Because Sherlock has had this nightmare before.

Mycroft knew this. Sherlock often had this nightmare. His younger brother was alway terrified that one day he would come across his own mother's, or his own father's, crime scene. Mycroft, for his part, had always assured him that that would never happen. He had always assured Sherlock that their parents had the best security by them at all times.

Mycroft had been wrong.

This wasn't a nightmare anymore. This was real life. This was a real. life. nightmare.

Their mother. Dead.

The crime scene was there, right in front of him. Right in front of Sherlock. For the first time in a very, very long time Mycroft found himself at a lost for words and, even worse, at a lost for action.

What was he supposed to do? Turn back time? Prevent this from ever happening? He was powrful, yes, but not that powerful. Not even close.

In this moment he wished, more than anything, that he was that powerful.

Instead he stood there, at the doorway, frozen in spot. Sherlock kneeled in on himself, John looking up at him pleading for help, and Mycroft doing everything he could to reconcile his own grief with the knowledge that he had to take control.

He had to take control. Right now. Yet he found himself unable to because this was their mother.

His mother.

Dead.

His brother.

He found himself frozen in the same nightmare that Sherlock was. The same nightmare they both wished desperately, begged desperately, to not be true. It was true though.

He had to take action.

He had to do something.

But what? What could he possibly do? What could he say to Sherlock to make this truth not true?

Nothing. He couldn't say anything. He couldn't do anything. He was frozen, just the same as his brother, only he had to keep an image that his brother didn't.

Where his brother was weak, in image and politics, he was strong. He had to be strong. He had to do something.

So he walked forward. If there was one thing he could do right now it was put one foot in front of the other. So that is what he did until he found himself in front of Sherlock. He kneeled down in front of his younger brother, almost shoulder to shoulder with John, put a hand on Sherlock's shoulder and opened his mouth to speak but did not know what to say.

There was nothing to say.

So he did the only thing he could think of. He pulled his brother into a hug and for once, Sherlock did not protest nor try to pull away.
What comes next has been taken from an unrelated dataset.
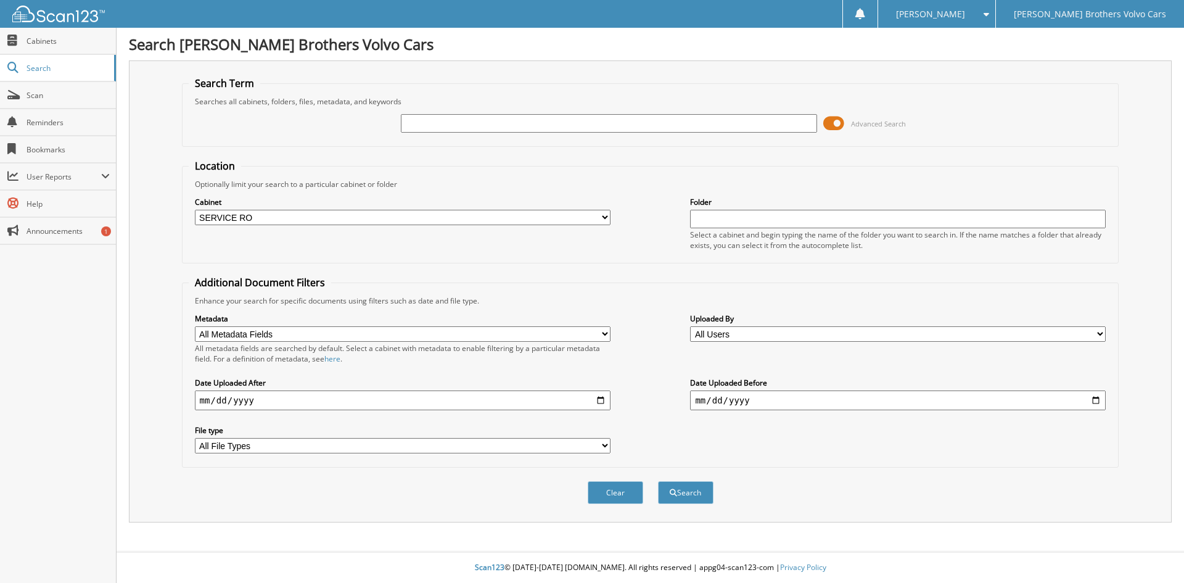  Describe the element at coordinates (68, 122) in the screenshot. I see `span: Reminders` at that location.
"We will find out who did this," he heard himself say, though it did not sound like his own voice, "together."

"But right now," he continued, "John is going to take you to my car. I will stay here and examine the scene, but you, I think you should go."
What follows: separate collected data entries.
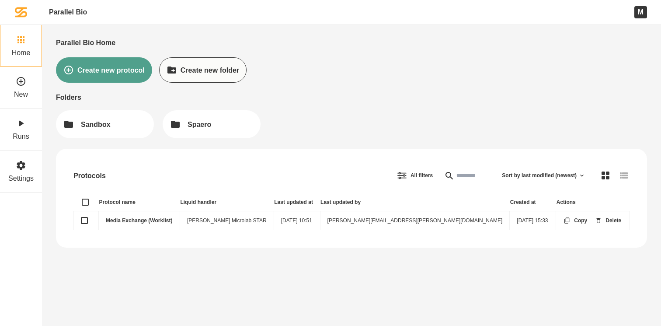 This screenshot has width=661, height=326. I want to click on label: New, so click(21, 94).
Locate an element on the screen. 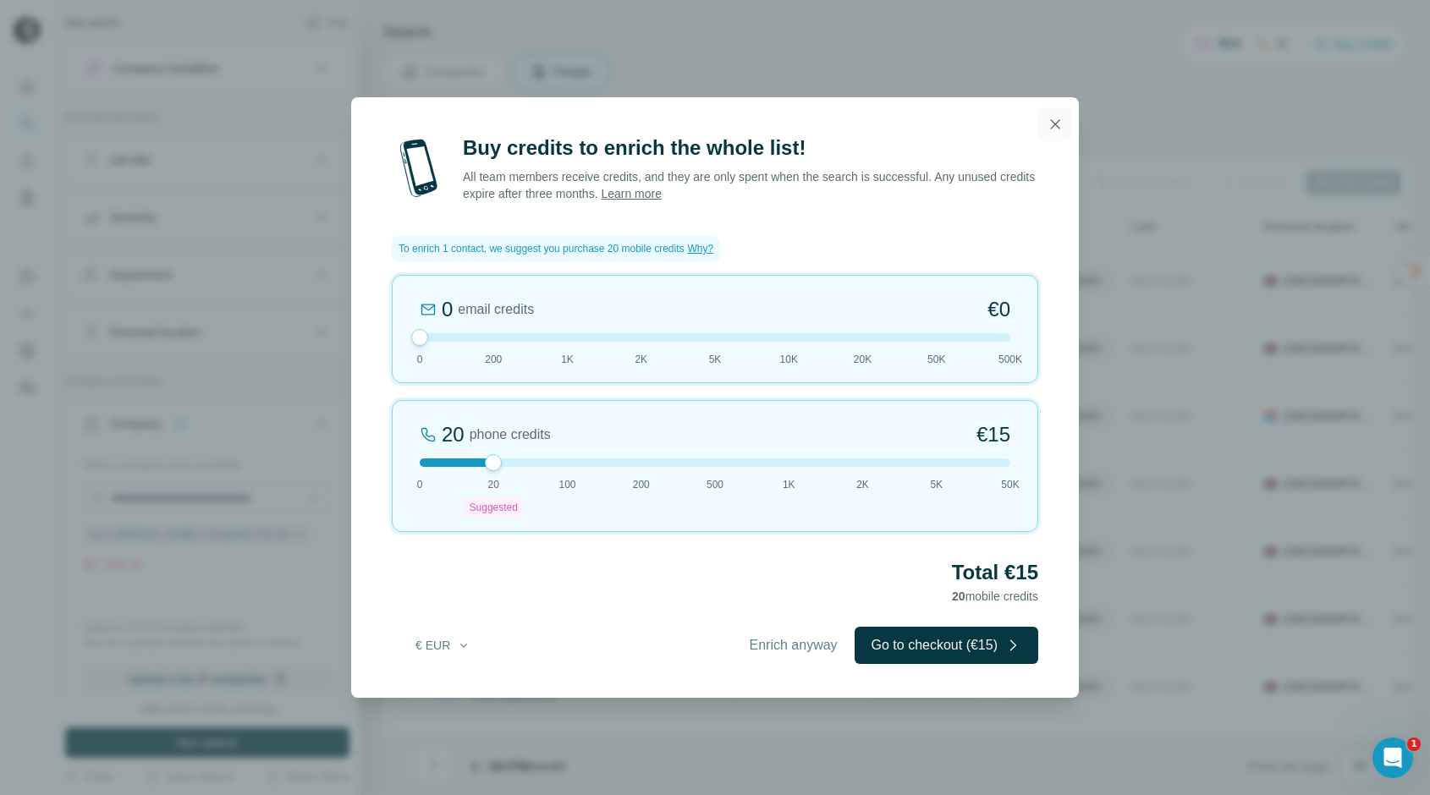 Image resolution: width=1430 pixels, height=795 pixels. span: Enrich anyway is located at coordinates (794, 646).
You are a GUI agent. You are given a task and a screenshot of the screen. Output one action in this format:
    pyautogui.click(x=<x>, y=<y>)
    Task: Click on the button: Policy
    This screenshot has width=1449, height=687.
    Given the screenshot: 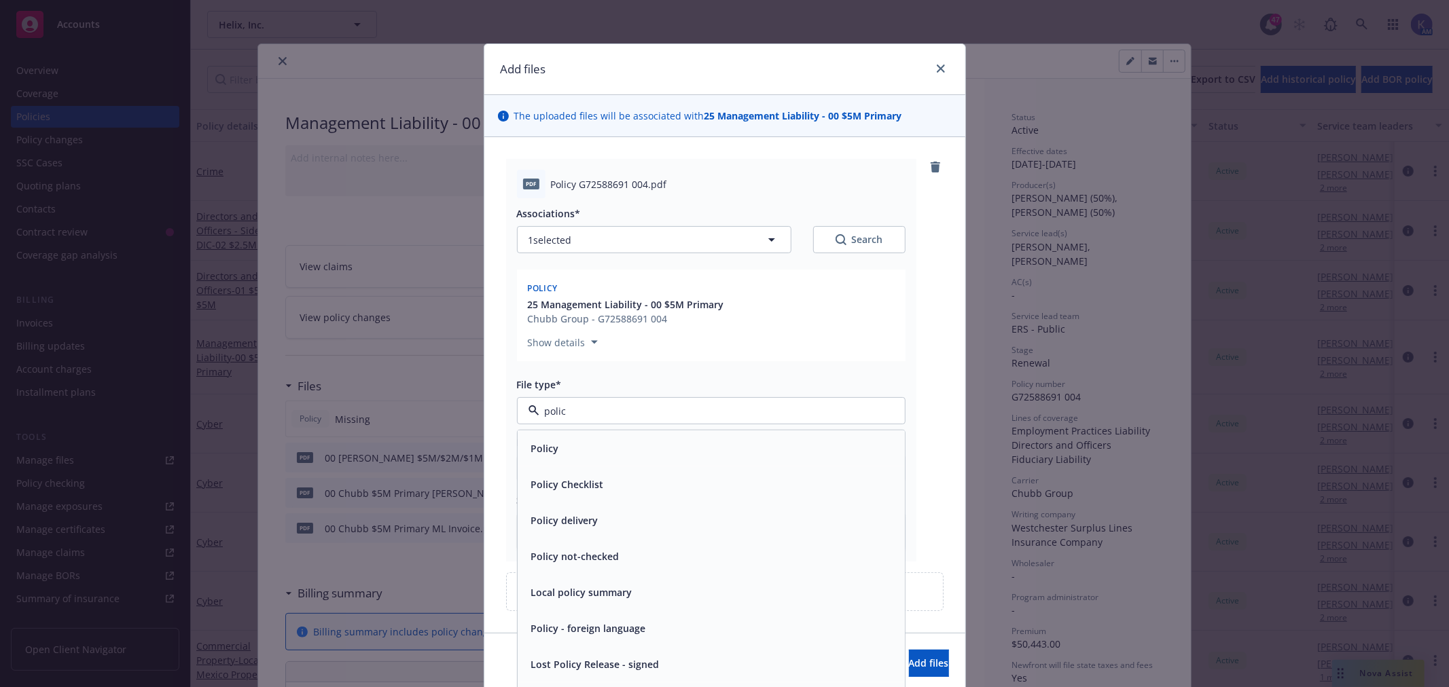 What is the action you would take?
    pyautogui.click(x=545, y=448)
    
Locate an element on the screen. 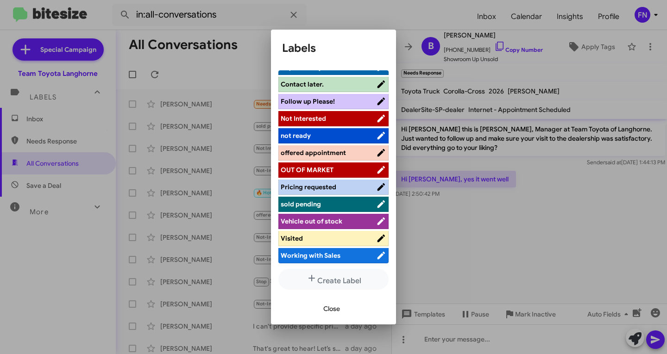 The image size is (667, 354). span: Working with Sales is located at coordinates (310, 256).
"This is a nightmare," Sherlock whispered and Mycroft felt his heart crack just a little bit. How he wished it was just another one of Sherlock's nightmares.

"I'm sorry Sherlock," he heard himself say, though his voice didn't sound quite like his own, "but not this time."
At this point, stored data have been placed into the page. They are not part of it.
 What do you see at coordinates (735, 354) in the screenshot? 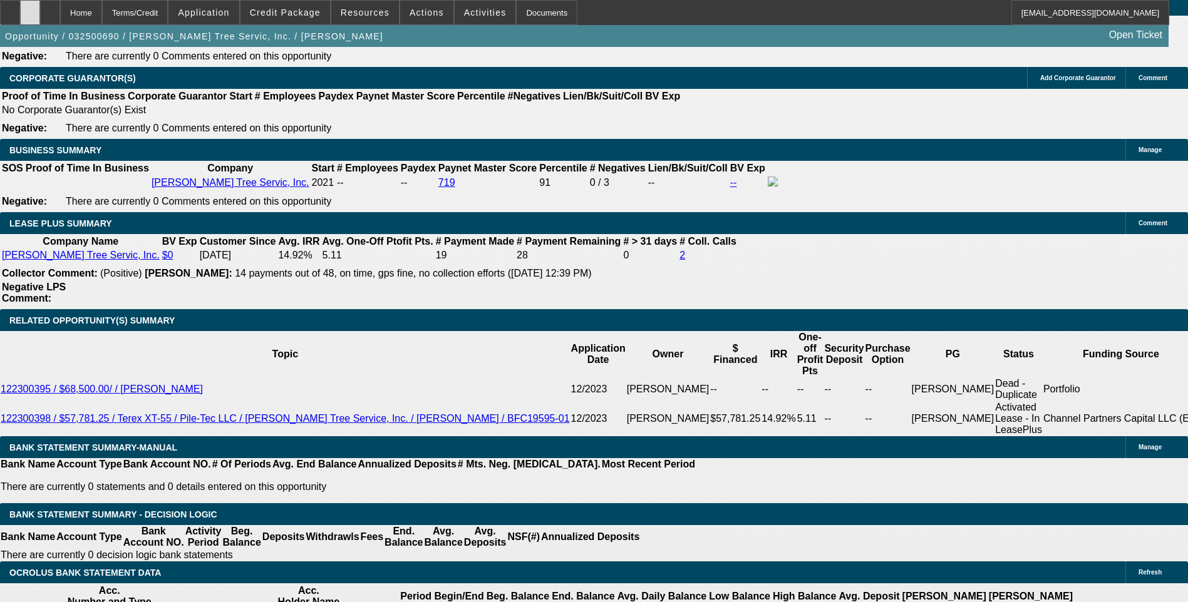
I see `th: $ Financed` at bounding box center [735, 354].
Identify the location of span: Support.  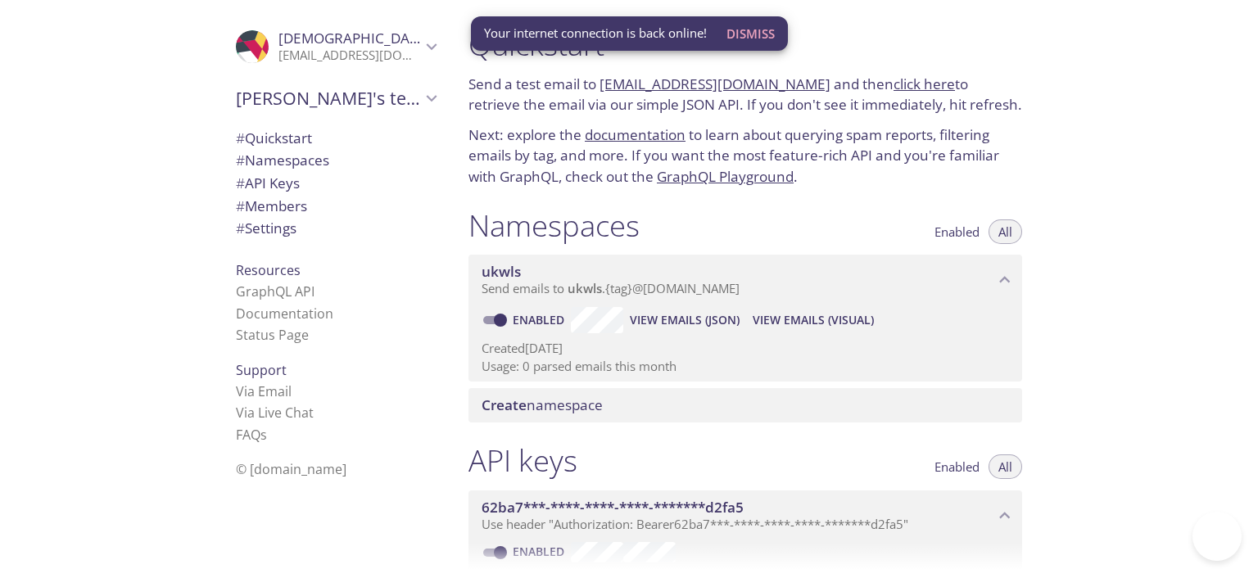
(261, 370).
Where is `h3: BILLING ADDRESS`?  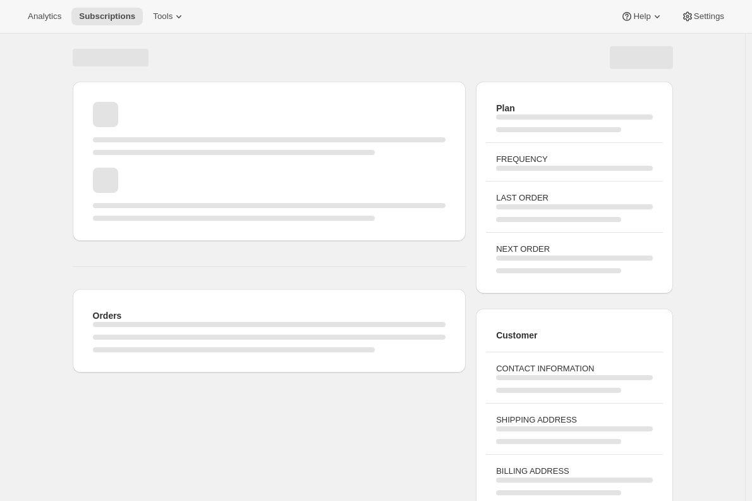 h3: BILLING ADDRESS is located at coordinates (574, 471).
The strangled sob that escaped from his brother nearly broke his own facade. He had to be strong though, for the both of them, and he focused on that more than anything.

Suddenly Sherlock pulled away from his grasp and he watched as his brother pulled his knees in tighter to himself and pressed his hands against his ears as if to block out the voices with his owns hands.

Voices that Mycroft knew were in Sjerlock's own head. Voices that he knew, and that Sherlock knew, could not be silenced with hands. Sherlock was panicking. Sherlock was in shock.

What was Mycroft to do about that? He was all but sure he was in shock himself. He simply did not have the luxury of Sherlock to let his shock show. After all it was not just Sherlock's mother that laid dead before them.

It was their mother.

His mother.

It. Wasn't. A. Nightmare.

It was their nightmare now though. They were living it. And he would be dammed if they didn't find their way out of it together.

After all, Sherlock had come to far too fall now. He was there to help him, if Sherlock would let him. And, more importantly, John was there to help him now too, and surely Sherlock would let John help.

Right?

Mycroft could only dream that to be true. In the end, dreaming John could help was better than living in the nightmare that Sherlock and him were now in.